We do not have much accurate information about the new year, except for the premiere of one or two films and series. What awaits us is a mystery, although if we ask astronomers, they will rub their palms together excitedly and smile, seeing a huge shooting star. It is already expected on the fourth day of 2024. This is certain, but whether the weather conditions will be nice for us and whether we will see it remains to be seen. The Quadrantid meteor shower will arrive at dawn on January 4, with up to 130 meteors per hour, and will compete with summer's Perseids and December's Geminid meteors, the Svábhegy Star Observatory can read. In his statement.
Shooting stars, or meteors, consist of dust particles and pieces of rock that hurtle through space at speeds several times the speed of a spaceship. When it meets our Earth in the upper atmosphere, it forms a long, brightly lit ion channel. We see this as a shooting star.
Each meteor shower is named after the constellation (or actually a star) where the lines drawn by the meteors appearing in the shower converge. This is called a radiant swarm.
As for the region of the sky where the radiation falls, the French astronomer Jerome Lalande proposed a new constellation in 1795, which he called Quadrans Muralis. This constellation is no longer included in the list of modern constellations drawn up by the International Astronomical Union (IAU) in 1922, but the meteor shower remains a quadrant.
The asteroid 2003 EH1, with a diameter of 3 kilometers, is responsible for the meteor shower. According to the astronomers' hypothesis, the asteroid is the nucleus of comet C/1490 Y1, which astronomers observed in the Far East five hundred years ago. This may have left behind a thin cloud of dust that meets our Earth every year, in the first days of January, crossing our planet's orbit around the sun.
The swarm is also full of bright fireballs, so with a favorable sky, we have a good chance of enjoying a truly spectacular shooting star.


**WHAT IS EXPECTED:** Where in the entries below does "label" appear? Copy every line that has it.

^^^^^^^^

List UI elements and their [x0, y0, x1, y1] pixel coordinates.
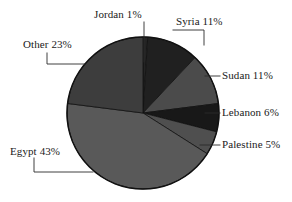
pie-label-sudan: Sudan 11%	[222, 70, 273, 81]
leader-line-syria	[173, 30, 204, 45]
pie-chart-canvas	[0, 0, 292, 202]
pie-label-other: Other 23%	[23, 39, 72, 50]
leader-line-other	[47, 53, 85, 64]
pie-label-syria: Syria 11%	[176, 16, 223, 27]
pie-label-palestine: Palestine 5%	[222, 139, 280, 150]
pie-slice-other	[68, 37, 143, 113]
pie-chart: Jordan 1% Syria 11% Sudan 11% Lebanon 6%…	[0, 0, 292, 202]
pie-label-lebanon: Lebanon 6%	[222, 107, 279, 118]
pie-label-egypt: Egypt 43%	[10, 146, 60, 157]
pie-label-jordan: Jordan 1%	[94, 9, 142, 20]
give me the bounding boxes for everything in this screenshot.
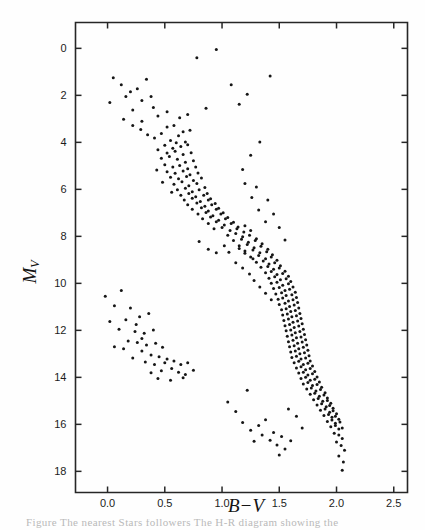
data-point bbox=[172, 124, 175, 127]
data-point bbox=[257, 254, 260, 257]
data-point bbox=[298, 352, 301, 355]
data-point bbox=[301, 322, 304, 325]
data-point bbox=[313, 378, 316, 381]
data-point bbox=[270, 270, 273, 273]
data-point bbox=[295, 314, 298, 317]
data-point bbox=[322, 393, 325, 396]
data-point bbox=[286, 335, 289, 338]
data-point bbox=[343, 449, 346, 452]
data-point bbox=[264, 418, 267, 421]
data-point bbox=[207, 198, 210, 201]
data-point bbox=[177, 177, 180, 180]
data-point bbox=[136, 341, 139, 344]
data-point bbox=[337, 428, 340, 431]
data-point bbox=[230, 222, 233, 225]
data-point bbox=[311, 365, 314, 368]
data-point bbox=[266, 265, 269, 268]
data-point bbox=[272, 213, 275, 216]
data-point bbox=[302, 363, 305, 366]
data-point bbox=[224, 217, 227, 220]
data-point bbox=[287, 340, 290, 343]
data-point bbox=[330, 416, 333, 419]
data-point bbox=[184, 161, 187, 164]
data-point bbox=[332, 409, 335, 412]
data-point bbox=[153, 363, 156, 366]
data-point bbox=[177, 134, 180, 137]
y-tick-label: 18 bbox=[54, 465, 66, 477]
data-point bbox=[192, 159, 195, 162]
data-point bbox=[304, 368, 307, 371]
data-point bbox=[176, 188, 179, 191]
data-point bbox=[198, 188, 201, 191]
data-point bbox=[286, 312, 289, 315]
data-point bbox=[275, 273, 278, 276]
data-point bbox=[226, 401, 229, 404]
data-point bbox=[150, 95, 153, 98]
data-point bbox=[209, 216, 212, 219]
data-point bbox=[259, 245, 262, 248]
data-point bbox=[184, 140, 187, 143]
data-point bbox=[284, 302, 287, 305]
data-point bbox=[251, 257, 254, 260]
data-point bbox=[215, 48, 218, 51]
data-point bbox=[238, 244, 241, 247]
data-point bbox=[297, 347, 300, 350]
data-point bbox=[302, 382, 305, 385]
data-point bbox=[326, 420, 329, 423]
data-point bbox=[179, 363, 182, 366]
data-point bbox=[161, 346, 164, 349]
x-axis-title-text: B−V bbox=[228, 495, 266, 516]
data-point bbox=[289, 439, 292, 442]
data-point bbox=[311, 372, 314, 375]
data-point bbox=[304, 376, 307, 379]
data-point bbox=[197, 213, 200, 216]
data-point bbox=[337, 418, 340, 421]
data-point bbox=[108, 101, 111, 104]
data-point bbox=[198, 240, 201, 243]
data-point bbox=[293, 344, 296, 347]
data-point bbox=[320, 402, 323, 405]
data-point bbox=[259, 266, 262, 269]
data-point bbox=[270, 282, 273, 285]
data-point bbox=[333, 432, 336, 435]
data-point bbox=[194, 166, 197, 169]
data-point bbox=[272, 268, 275, 271]
data-point bbox=[294, 331, 297, 334]
data-point bbox=[341, 469, 344, 472]
data-point bbox=[156, 148, 159, 151]
data-point bbox=[322, 414, 325, 417]
data-point bbox=[281, 272, 284, 275]
data-point bbox=[166, 110, 169, 113]
data-point bbox=[131, 357, 134, 360]
data-point bbox=[328, 404, 331, 407]
data-point bbox=[166, 151, 169, 154]
data-point bbox=[287, 408, 290, 411]
data-point bbox=[264, 220, 267, 223]
data-point bbox=[275, 444, 278, 447]
data-point bbox=[337, 433, 340, 436]
data-point bbox=[140, 99, 143, 102]
data-point bbox=[144, 361, 147, 364]
data-point bbox=[308, 354, 311, 357]
data-point bbox=[192, 369, 195, 372]
data-point bbox=[326, 399, 329, 402]
data-point bbox=[285, 307, 288, 310]
x-tick-label: 2.0 bbox=[329, 497, 344, 509]
data-point bbox=[293, 303, 296, 306]
data-point bbox=[234, 261, 237, 264]
data-point bbox=[234, 410, 237, 413]
data-point bbox=[227, 251, 230, 254]
data-point bbox=[296, 301, 299, 304]
data-point bbox=[302, 346, 305, 349]
data-point bbox=[135, 323, 138, 326]
data-point bbox=[254, 239, 257, 242]
data-point bbox=[207, 222, 210, 225]
data-point bbox=[309, 393, 312, 396]
data-point bbox=[190, 151, 193, 154]
data-point bbox=[319, 388, 322, 391]
data-point bbox=[284, 289, 287, 292]
data-point bbox=[192, 179, 195, 182]
data-point bbox=[264, 271, 267, 274]
data-point bbox=[138, 315, 141, 318]
data-point bbox=[292, 298, 295, 301]
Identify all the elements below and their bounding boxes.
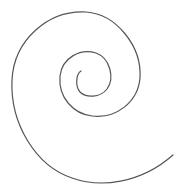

^^^^^^^^

**EXERCISE OUTPUT:**
pie-label-sudan: Sudan 11%	[222, 70, 273, 81]
pie-label-other: Other 23%	[23, 39, 72, 50]
pie-label-syria: Syria 11%	[176, 16, 223, 27]
pie-label-palestine: Palestine 5%	[222, 139, 280, 150]
pie-label-lebanon: Lebanon 6%	[222, 107, 279, 118]
pie-label-egypt: Egypt 43%	[10, 146, 60, 157]
pie-label-jordan: Jordan 1%	[94, 9, 142, 20]
y-tick-label: 18 bbox=[54, 465, 66, 477]
x-tick-label: 2.0 bbox=[329, 497, 344, 509]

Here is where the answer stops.